Beer, Sex and Violence: Rough Road to Manhood in Cambodia

Kak Vey wants a girlfriend one day. But for now, the eighth grader doesn’t even speak to girls in his class.

“I am scared,” the 15-year-old Vey admitted on Thursday afternoon while relaxing along the riverfront with two friends on Koh Pich.

Young men relax near Wat Phnom in Phnom Penh on Thursday. (Siv Channa/The Cambodia Daily)
Young men relax near Wat Phnom in Phnom Penh on Thursday. (Siv Channa/The Cambodia Daily)

Vey’s teenage fears and dreams —and the internal conflicts they caused—were common to the 120 participants in a new study of 16- to 19-year-old young men living in Kompong Cham City and Kompong Speu province’s Odong district. The research, conducted by public health researchers from New York’s Columbia University, was published online last week in the journal Culture, Health, and Sexuality.

The study found that many of the young men were grappling not just with changing identities, but also with evolving cultural expectations around drinking, violence and gender equality.

In small group sessions and writing activities, the teenagers said cultural norms made it difficult to find help wading through the confusions of adolescence. Sex was particularly problematic.

“It is Cambodian custom not to talk about this,” according to a teacher in Kompong Cham City—one of 10 adults who were also interviewed. “Some boys just know through mass media such as radio or television.”

The cultural stigma attached to discussing sex was contrasted by the teenagers’ easy access to the sex industry at guesthouses, beer gardens, massage parlors and KTVs—past studies have shown the stigma may be linked with lack of condom use.

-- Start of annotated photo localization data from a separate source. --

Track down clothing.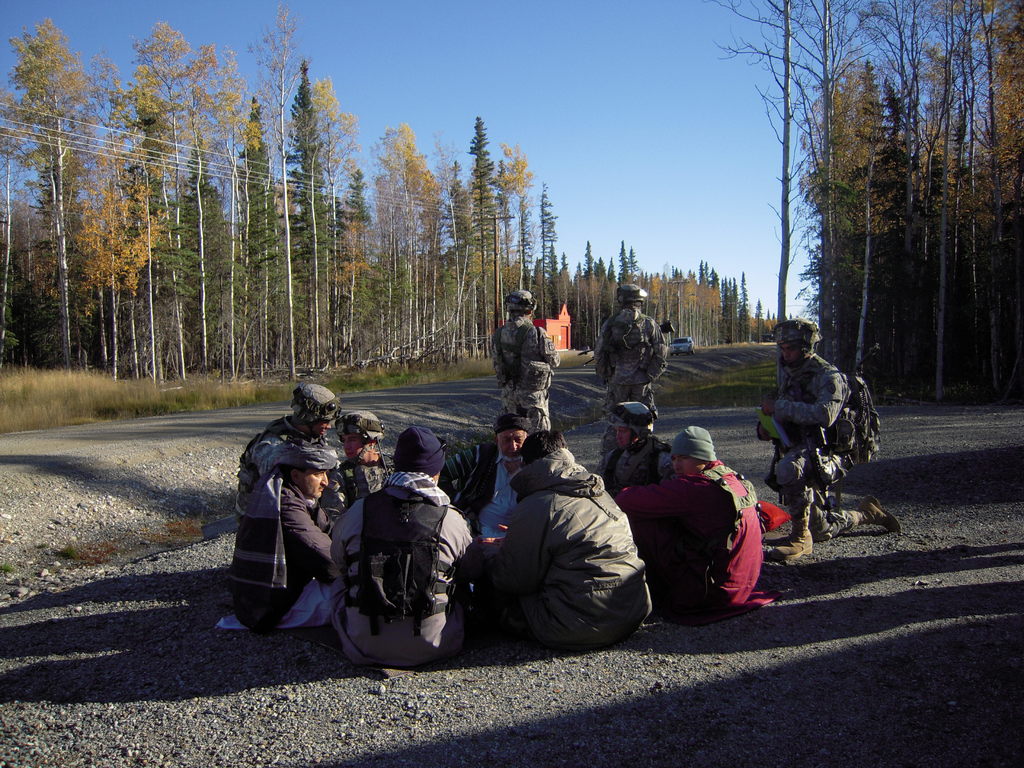
Tracked to BBox(616, 477, 767, 616).
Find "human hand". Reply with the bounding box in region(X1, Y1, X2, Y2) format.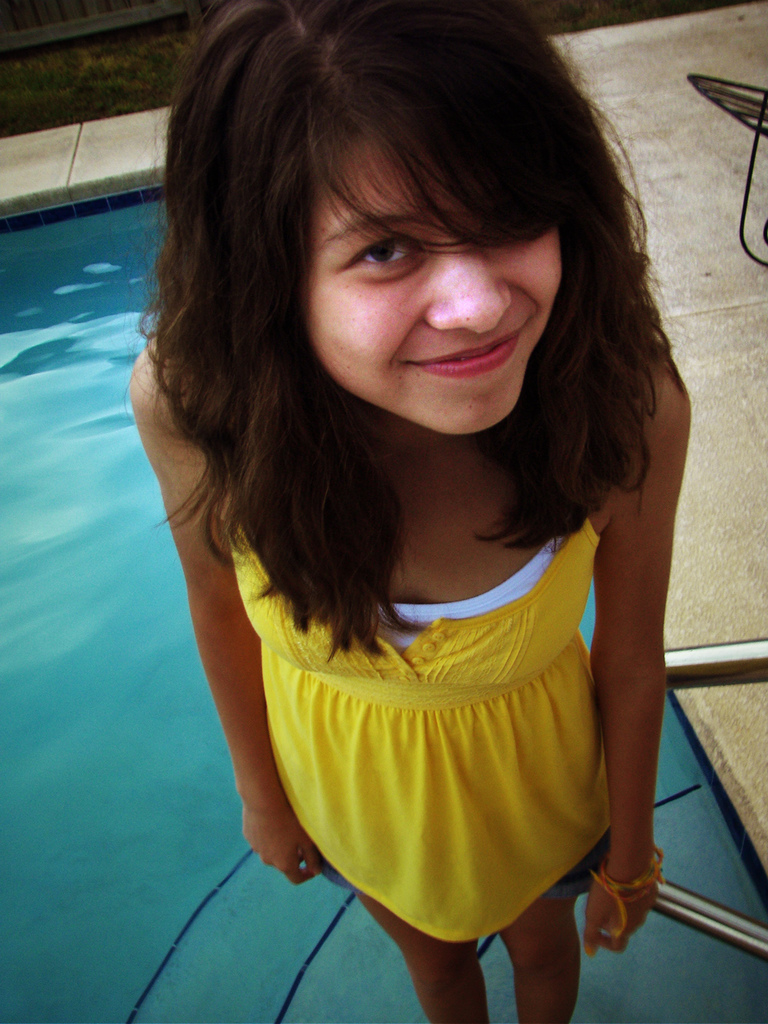
region(233, 753, 306, 900).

The silence also spurred shame among some of the participants.

“Everyone tells us we should feel guilty for thinking about sex—teachers, parents, sisters, brothers and grandparents,” one teenager said.

Becoming a man meant independence, responsibility and sometimes, emotional suppression. As one participant put it, “I need to earn money and be tough.”

Many said they’d seen the ugly side of that toughness demonstrated at home, with half of all Cambodians under the age of 18 saying they have experienced physical violence firsthand, according to a 2014 study by Unicef. Women and mothers were also common victims.

In rural areas, men “think it is not an embarrassing thing to hit their wives,” one participant from Kompong Speu said. “They think that hitting their wives shows strength.”

But participants said that gender norms appeared to be changing in cities, where wives were reported to be “treated more as equals” and “valued by husbands,” according to the study.

Alcohol was a changing phenomenon, with adults reporting younger people drinking more regularly than they might have dared in the past.

The researchers say their findings are not necessarily representative, and call for more studies on Cambodian masculinity.

Kak Vey said that he, for one, plans on avoiding drinking and smoking. For now, he says he is more interested in watching Barcelona crush its football rivals than chatting up female classmates.

“In the future, I want to be a police officer, because my father is one,” he said.